The Internet of things is especially important for companies that sell network equipment, like Cisco Systems. Cisco has been enthusiastically predicting that 50 billion “things” could be connected to communications networks within six years, up from around 10 billion mobile phones and PCs today (see “Silicon Valley to Get a Cellular Network, Just for Things”). Another beneficiary is the $300 billion semiconductor industry. As Blaauw notes, “Every time there has been a new class of computing, the total revenue for that class was larger than the previous ones. If that trend holds, it means the Internet of things will be bigger yet again.”
But every shift promises pain, too. Large companies like Intel are already reeling from the rapid emergence of smartphones. Intel, with its powerful, power-hungry chips, was shut out of phones. So was Microsoft. Now both these companies, and many others, are groping to find the winning combination of software, interfaces, and processors for whatever comes next.
And it’s not just technology companies that must stay alert this time around. The reason, explains Marshall Van Alstyne, a professor at Boston University, is that as ordinary products become connected, their manufacturers may enter information businesses whose economics are alien to them. It’s one thing to manufacture shoes, but what about a shoe that communicates?
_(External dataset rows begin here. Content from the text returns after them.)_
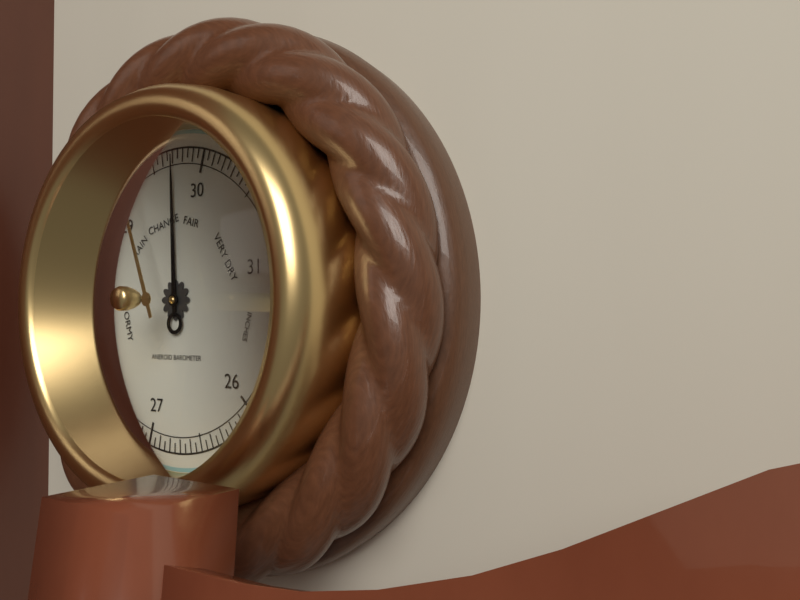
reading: 29.70 inHg
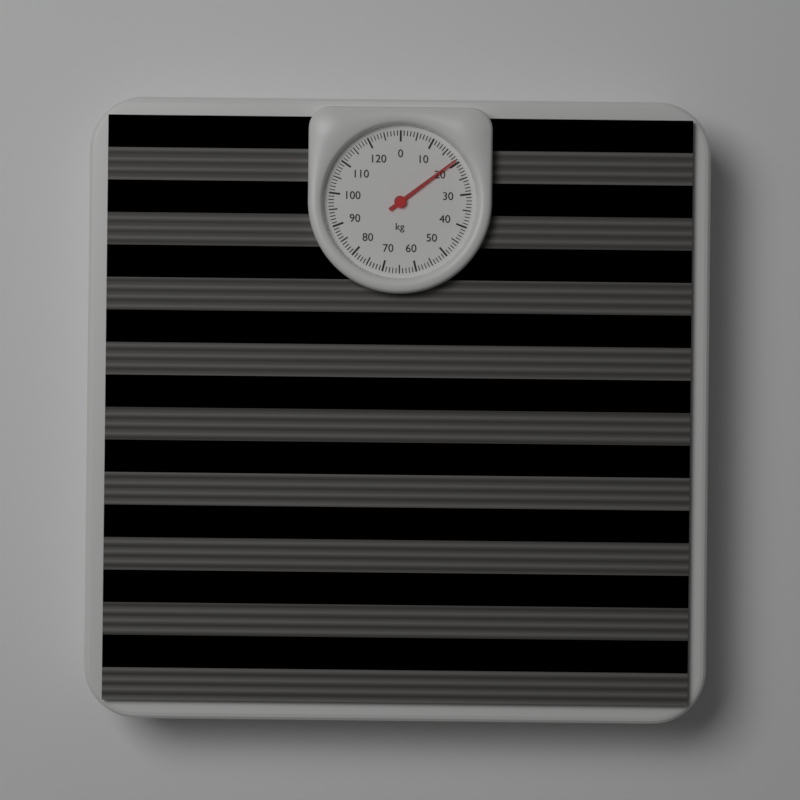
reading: 19 kg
Products could turn out to be valuable mainly as the basis for new services. “You might find the data is more valuable than the shoe,” says Van Alstyne (see “The Economics of the Internet of Things” and “The Light Bulb Gets a Digital Makeover”).
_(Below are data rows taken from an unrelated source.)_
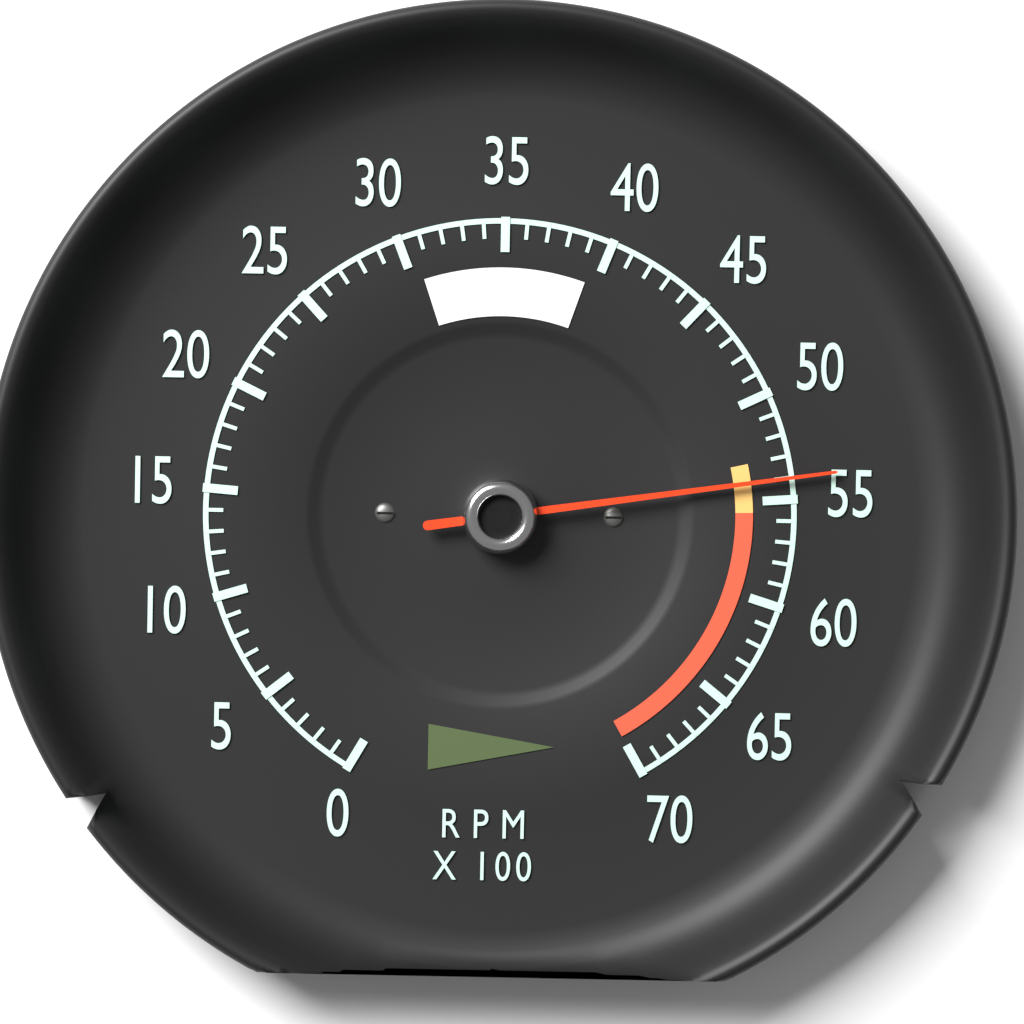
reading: 5400 RPM
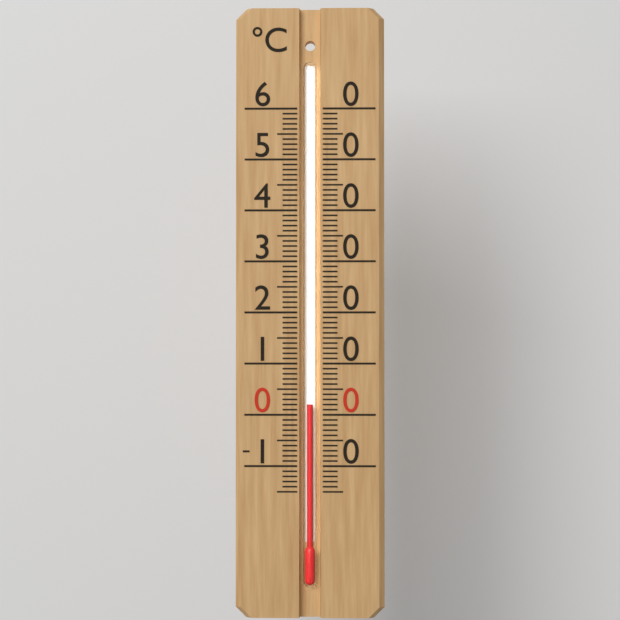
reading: 2 °C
In this MIT Technology Review business report we decided to explore the big question of what new businesses will arise as things get connected. One company making the point is Nest Labs, maker of a slick-looking smart thermostat that’s coupled to the Internet. Nest, which was acquired by Google this year, has been clobbering rival thermostat makers. But now that it has a network of thermostats and can control them from afar, it’s starting to offer services to electric utilities. On hot days it can selectively turn down air conditioners, controlling demand (see “The Lowly Thermostat, Now Minter of Megawatts”).
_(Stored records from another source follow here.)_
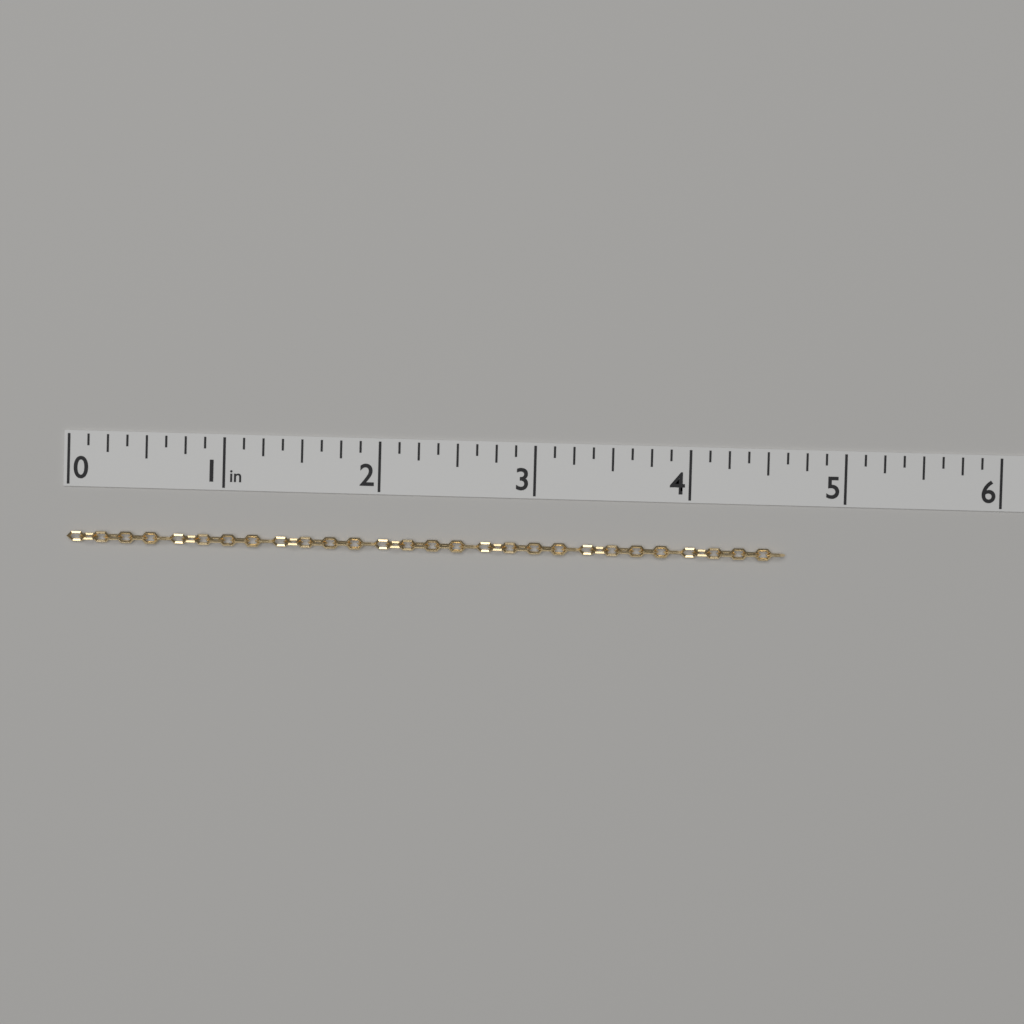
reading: 4.625 in
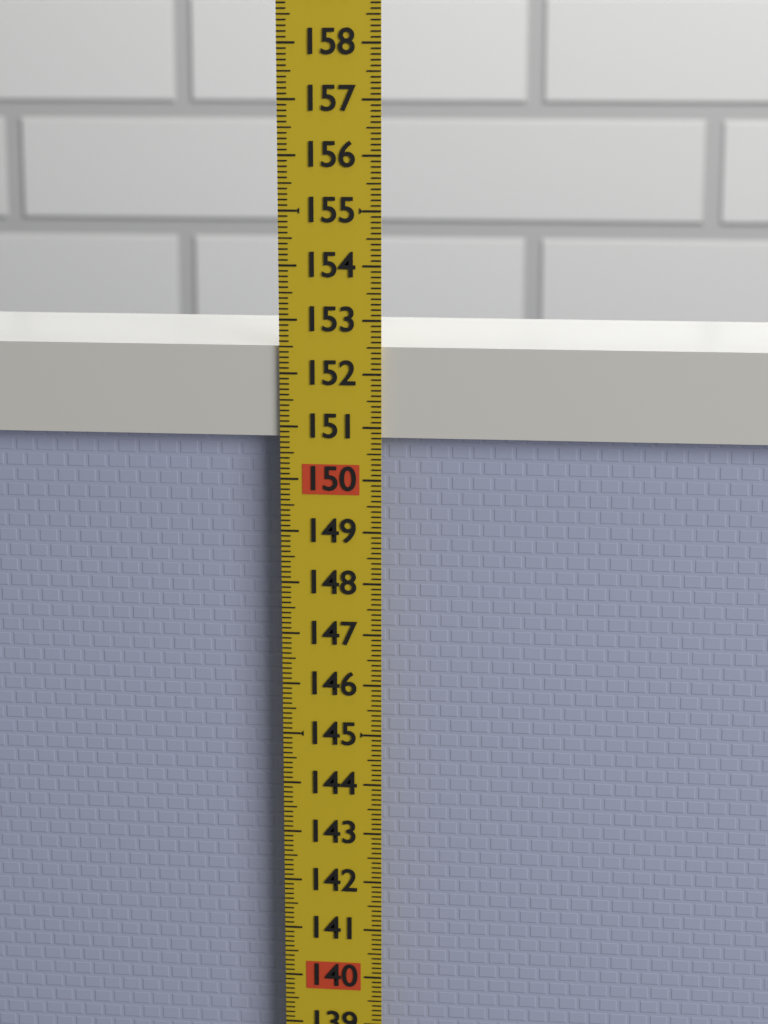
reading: 152.5 (no unit)
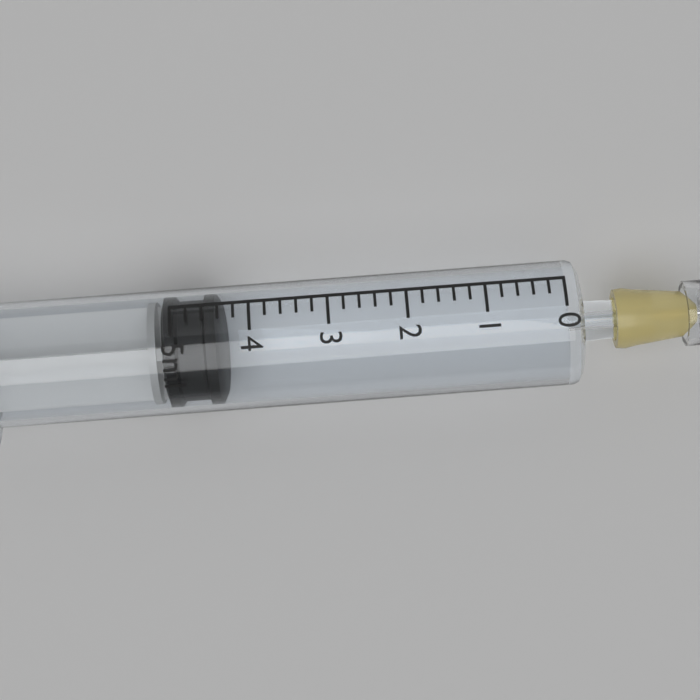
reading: 4.4 ml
Nest’s tests with utilities are still small. But one day, with a few bits sent across a network, the company might put a power plant or two out of business. No wonder this year, in his annual letter to shareholders, Jeff Immelt, CEO of General Electric, the world’s largest manufacturer, told his investors that “every industrial company will be a software company” (see “GE’s $1 Billion Software Bet”).
Gordon Bell, a Microsoft researcher and a pioneer of the original computer revolution, believes no one knows exactly what form computing will take on the Internet of things. But he says that’s unsurprising. The importance of the PC and the smartphone became clear only after their development. “The ‘Internet of things’ is a way of saying that more of the world will become part of the network,” he says. “That is what is going on. We are assimilating the world into the computer. It’s just more and more computers.”